**Problem details:**
Repeat the records below exactly, beginning at the first line and finishing with the line that contains "The height and".

#### Data listing ####

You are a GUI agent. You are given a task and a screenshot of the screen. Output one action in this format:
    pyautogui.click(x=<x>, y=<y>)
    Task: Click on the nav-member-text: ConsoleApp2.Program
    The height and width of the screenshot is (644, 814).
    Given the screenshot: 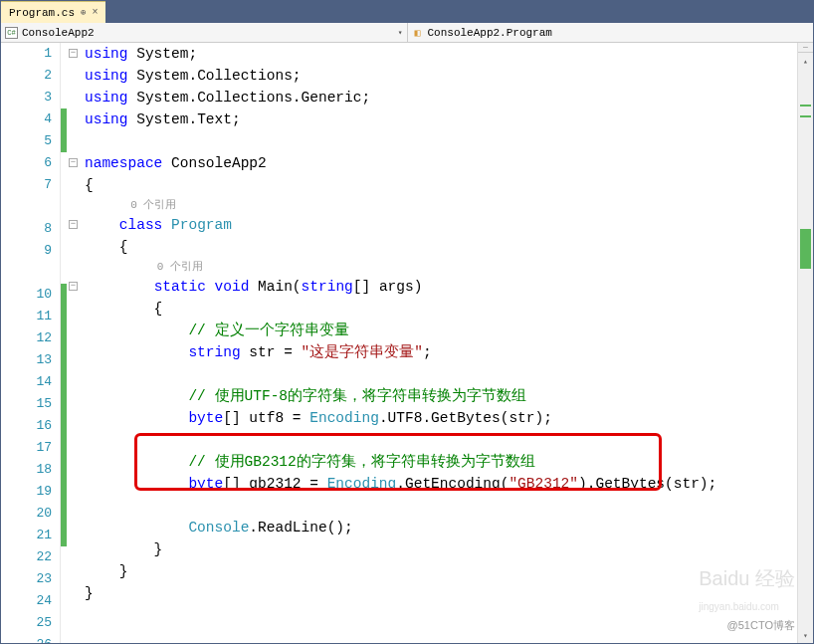 What is the action you would take?
    pyautogui.click(x=490, y=33)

####

**Response area:**
You are a GUI agent. You are given a task and a screenshot of the screen. Output one action in this format:
    pyautogui.click(x=<x>, y=<y>)
    Task: Click on the nav-member-text: ConsoleApp2.Program
    The height and width of the screenshot is (644, 814).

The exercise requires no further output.